2. Involve the entire health care team. Establish protocols that must be followed by everyone in the practice and utilize the veterinary health care team to effectively reinforce all of the recommendations suggested by the veterinarian.
3. Set compliance goals. The entire practice team should discuss and agree on quality-of-care goals they want to achieve. These goals when achievable and specific will be a great source of motivation to everyone that they are making a difference in that patient's life.
4. Implement the new compliance protocols. Important to have a "compliance champion" or "patient advocate" to make sure the tasks and protocols are assigned and carried out.
5. Measure and track results. Those practices that measured compliance for specific areas achieved significantly higher compliance in those areas.
6. Celebrate victories! Celebrating success will continue to motivate everyone to focus on compliance issues in many aspects of practice care.
Why Should You Try to Improve Compliance?
Compliance is clearly a quality-of-care issue. If you truly believe that the protocols and recommendations you make, as a practice, are in the best for the patient, you need to be firm in the delivery of that message to the client. Our patients in veterinary practice have no hope of receiving the products and services that are needed for them, if the client fails to hear, understand or follow through on our advice.
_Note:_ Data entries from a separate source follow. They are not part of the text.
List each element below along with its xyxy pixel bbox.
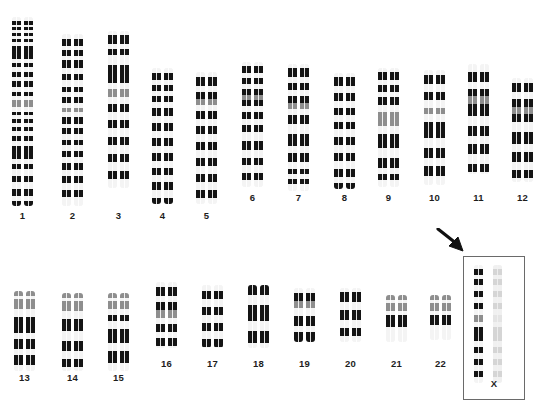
- chromosome-10-a: [424, 70, 433, 185]
- chromosome-22-a: [430, 295, 439, 340]
- chromatid-split: [112, 293, 113, 371]
- chromosome-label-3: 3: [98, 210, 139, 221]
- chromosome-11-b: [480, 64, 489, 174]
- chromatid-split: [160, 282, 161, 348]
- chromosome-14-b: [74, 293, 83, 371]
- chromosome-9-a: [378, 68, 387, 187]
- chromatid-split: [18, 291, 19, 371]
- chromatid-split: [472, 64, 473, 174]
- chromatid-split: [156, 68, 157, 204]
- chromatid-split: [212, 72, 213, 204]
- chromosome-4-b: [164, 68, 173, 204]
- chromosome-pair-22: [430, 295, 451, 340]
- chromosome-14-a: [62, 293, 71, 371]
- chromosome-17-a: [202, 285, 211, 348]
- chromosome-8-b: [346, 73, 355, 189]
- chromosome-label-20: 20: [330, 358, 371, 369]
- chromosome-label-22: 22: [420, 358, 461, 369]
- chromatid-split: [382, 68, 383, 187]
- chromosome-pair-14: [62, 293, 83, 371]
- chromatid-split: [206, 285, 207, 348]
- chromosome-7-b: [300, 64, 309, 191]
- chromosome-label-17: 17: [192, 358, 233, 369]
- chromosome-label-6: 6: [232, 192, 273, 203]
- chromosome-20-a: [340, 288, 349, 342]
- chromosome-17-b: [214, 285, 223, 348]
- chromosome-pair-7: [288, 64, 309, 191]
- chromosome-3-a: [108, 31, 117, 188]
- chromatid-split: [356, 288, 357, 342]
- chromosome-pair-17: [202, 285, 223, 348]
- chromosome-22-b: [442, 295, 451, 340]
- chromosome-16-b: [168, 282, 177, 348]
- chromatid-split: [344, 288, 345, 342]
- chromosome-18-b: [260, 285, 269, 348]
- chromosome-pair-4: [152, 68, 173, 204]
- chromosome-label-8: 8: [324, 192, 365, 203]
- chromosome-pair-19: [294, 288, 315, 342]
- chromatid-split: [516, 78, 517, 182]
- chromatid-split: [428, 70, 429, 185]
- chromosome-label-14: 14: [52, 372, 93, 383]
- chromatid-split: [528, 78, 529, 182]
- chromatid-split: [402, 295, 403, 342]
- chromosome-18-a: [248, 285, 257, 348]
- chromatid-split: [218, 285, 219, 348]
- chromosome-4-a: [152, 68, 161, 204]
- chromosome-21-b: [398, 295, 407, 342]
- chromatid-split: [16, 17, 17, 206]
- chromosome-pair-13: [14, 291, 35, 371]
- chromatid-split: [246, 62, 247, 187]
- chromosome-1-a: [12, 17, 21, 206]
- chromosome-7-a: [288, 64, 297, 191]
- chromatid-split: [78, 34, 79, 206]
- chromosome-pair-18: [248, 285, 269, 348]
- chromatid-split: [172, 282, 173, 348]
- chromosome-9-b: [390, 68, 399, 187]
- chromosome-10-b: [436, 70, 445, 185]
- chromosome-13-b: [26, 291, 35, 371]
- chromosome-pair-9: [378, 68, 399, 187]
- chromatid-split: [66, 293, 67, 371]
- chromatid-split: [112, 31, 113, 188]
- chromosome-label-16: 16: [146, 358, 187, 369]
- chromatid-split: [298, 288, 299, 342]
- chromosome-label-9: 9: [368, 192, 409, 203]
- chromosome-label-15: 15: [98, 372, 139, 383]
- chromatid-split: [350, 73, 351, 189]
- chromosome-11-a: [468, 64, 477, 174]
- chromosome-pair-8: [334, 73, 355, 189]
- chromatid-split: [394, 68, 395, 187]
- chromosome-21-a: [386, 295, 395, 342]
- chromosome-16-a: [156, 282, 165, 348]
- chromosome-label-21: 21: [376, 358, 417, 369]
- chromosome-5-b: [208, 72, 217, 204]
- chromatid-split: [168, 68, 169, 204]
- chromosome-15-b: [120, 293, 129, 371]
- chromatid-split: [30, 291, 31, 371]
- chromosome-12-a: [512, 78, 521, 182]
- chromatid-split: [338, 73, 339, 189]
- chromosome-2-a: [62, 34, 71, 206]
- chromatid-split: [310, 288, 311, 342]
- chromosome-label-X: X: [463, 378, 525, 389]
- chromatid-split: [200, 72, 201, 204]
- chromatid-split: [446, 295, 447, 340]
- chromatid-split: [304, 64, 305, 191]
- chromosome-8-a: [334, 73, 343, 189]
- chromatid-split: [28, 17, 29, 206]
- chromosome-pair-6: [242, 62, 263, 187]
- chromosome-label-10: 10: [414, 192, 455, 203]
- chromosome-pair-11: [468, 64, 489, 174]
- pointer-arrow: [436, 228, 466, 254]
- chromosome-label-19: 19: [284, 358, 325, 369]
- chromatid-split: [440, 70, 441, 185]
- karyogram-canvas: 12345678910111213141516171819202122X: [0, 0, 549, 418]
- chromatid-split: [258, 62, 259, 187]
- chromosome-pair-5: [196, 72, 217, 204]
- chromosome-19-b: [306, 288, 315, 342]
- chromosome-pair-20: [340, 288, 361, 342]
- chromosome-20-b: [352, 288, 361, 342]
- chromatid-split: [292, 64, 293, 191]
- chromatid-split: [252, 285, 253, 348]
Veterinary medicine needs to strive toward 'outcomes assessment'. Human medicine is now becoming very focused on outcomes of treatment. Not only does the clinician need to be concerned about handling the immediate problem as presented, but the length and quality of the patient's remaining life. That is just as true in veterinary medicine. The quality of life of our family pets is often more important to the owner than the actual length of life. This should highlight for us the reason our preventive care protocols and getting client compliance should play such a significant role in every day practice. In the "user pay" world of veterinary medicine, it is significantly cheaper for the owner to provide high quality preventive care, than to deal with the problems caused by lack of client compliance.
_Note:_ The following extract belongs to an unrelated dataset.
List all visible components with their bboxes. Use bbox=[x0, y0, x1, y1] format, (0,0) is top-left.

Financial Benefits to the Practice of Better Client Compliance
While not the primary focus of this study, it was shown conclusively that better client compliance meant significant additional net income to the practice. Having written protocols, ensuring effective recommendations, sending home written materials, follow-up phone calls and auditing records can often be accomplished with no additional staff. Adding an additional person to focus on compliance, will show a substantial improvement to the bottom line of the practice because of the additional patient care provided. This money can be invested in additional equipment, training, continuing education, higher wages or more benefits for everyone on the health care team.
Considering that many owners equate their animal's health as equal to their own, and that an increasing number of them regard pets as family members, it is incumbent on veterinarians to engage the owner in being part of the team that makes good choices for their pets (getting them to be part of the decision making team).
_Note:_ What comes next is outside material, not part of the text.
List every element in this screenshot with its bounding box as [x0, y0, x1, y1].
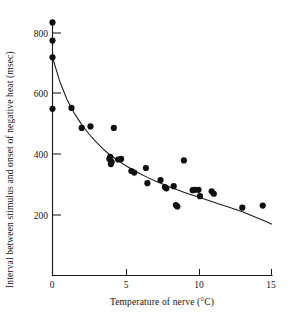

The veterinary profession needs to recognize how many opportunities exist for raising the standard of medical care. By recognizing this, we will improve quality of life and enhance the family-pet-veterinarian relationship. Family and pet may have a very strong bond but without the veterinarian, it may not be in favour of the pet's health.
Compliance Success Means Everyone Wins!
Clinic will see healthier patients, happier clients, higher revenues and a happier practice team.
Clients will be more educated and their pets will have improved quality and length of life.
Reference
1. Compliance facts are from The Path to High Quality Care, AAHA 2002.